In the face of Israel’s disobedience, God’s actions have always looked puzzling. On the one hand, his continued holiness means he will not tolerate evil persisting without judgment. On the other hand, this very holiness means he is faithful to his people and will, in some mysterious way, restore them. Paul draws on these ideas from Isaiah 8 and 28; the stone God lays in Zion is both a foundation for his rebuilding and a stone of stumbling as Israel continues to resist God’s ways of grace. And now Jesus is this stone, the foundation of God’s new work as well as a cause of stumbling for his people.

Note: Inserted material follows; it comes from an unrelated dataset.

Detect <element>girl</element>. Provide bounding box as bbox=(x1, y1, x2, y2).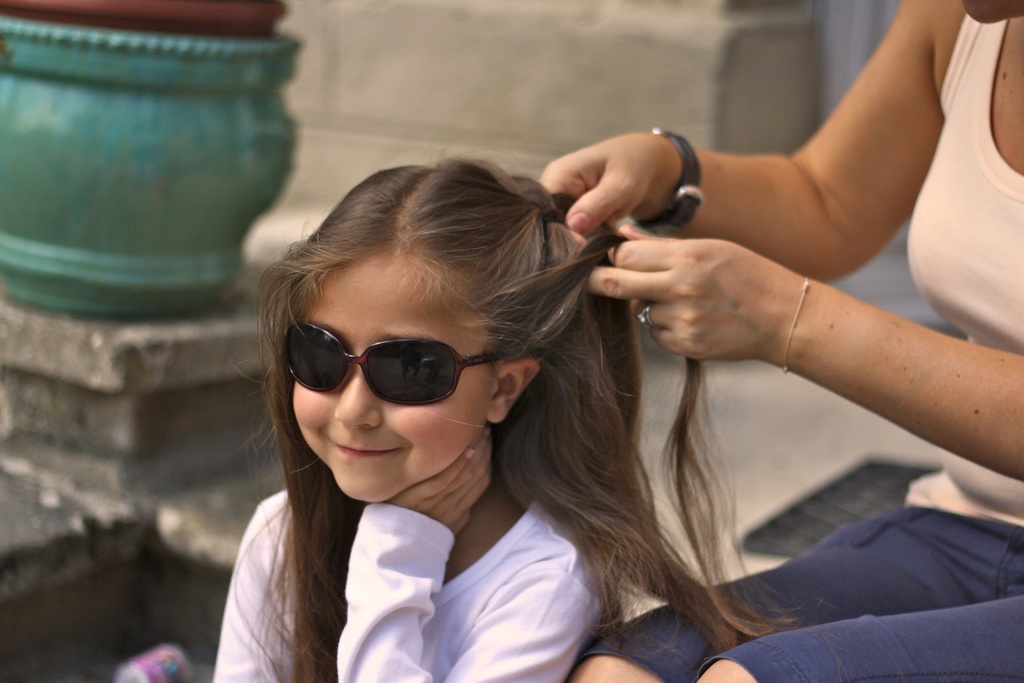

Although Moses seems to view the Law positively (Lev. 18:5), Paul re-reads this through Isaiah 28:13; when regulations become an end in themselves rather than a gift of God’s grace, they become petty rules that trip people up. In fact, as Paul shows, drawing on Deuteronomy 30, God’s restoration of Israel has always been something to receive and respond to by faith. This longed-for restoration has now come in Jesus; he is the “Lord,” the God of Israel, on whose name we call in these end times (Joel 2:28-32; compare Acts 2:21). Those announcing this good news of deliverance like Moses (Deut. 32:21) and Isaiah (Isa. 65:1,2), will always find a mixed response.
Apply
In what ways have you experienced an encounter with God as both challenge and blessing? Compare your experience with someone else today, either in person or in a message.
Closing prayer
Lord, show me any way I might unintentionally cause others to stumble when I share the Gospel with them. Show me again the Gospel as it really is.